If you rip to a lossy (MP3, WMA, AAC, OGG) format yes, you do loose quality. Although there is a way to rip it losslessly with both WMA Pro Lossless and Flac (which is CD perfect sound quality). The only drawback is that WMA Pro and Flac is that it takes a considerable amount of space compared to a lossy format (about 10 times more space). Wav is also lossless, but it doesn't support ID3 tags and is even bigger in size compared to WMA Pro Lossless and Flac.
I'm assuming you have a Windows computer. The easiest way to rip your music is to use Windows Media Player. The default codec is WMA, so you'll probably want to change it to Windows Media Audio Pro Lossless (if that's what you want). Otherwise if you want a more compatible format, I'd recommend MP3 of at at least 192kbit/s as a minimum (320kbit/s would be the best quality, but not as good as lossless).

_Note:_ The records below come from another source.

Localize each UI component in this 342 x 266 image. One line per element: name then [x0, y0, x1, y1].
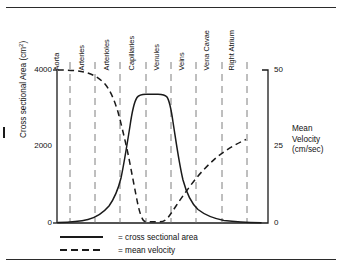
figure-container: Aorta Arteries Arterioles Capillaries Ve…	[0, 0, 342, 266]
gridlines-group	[70, 62, 247, 223]
right-axis-bracket	[262, 70, 268, 223]
series-line-cross-sectional-area	[58, 94, 261, 223]
series-line-mean-velocity	[58, 70, 246, 222]
plot-area	[0, 0, 342, 266]
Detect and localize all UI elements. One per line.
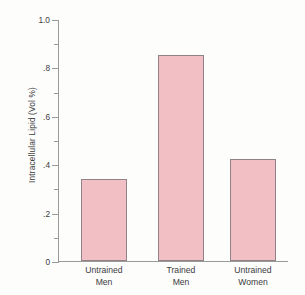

I'd also like to note that you can also rip your music into WMA Pro Lossless and if you decide to get an MP3 player, Windows Media Player can automatically convert the WMA Pro Lossless to MP3 'on-the-fly' while it transfer to the MP3 player. This is what I do, but I use Media Monkey and Flac. Media Monkey though has a bit more of a learning curve and to get all the features costs money.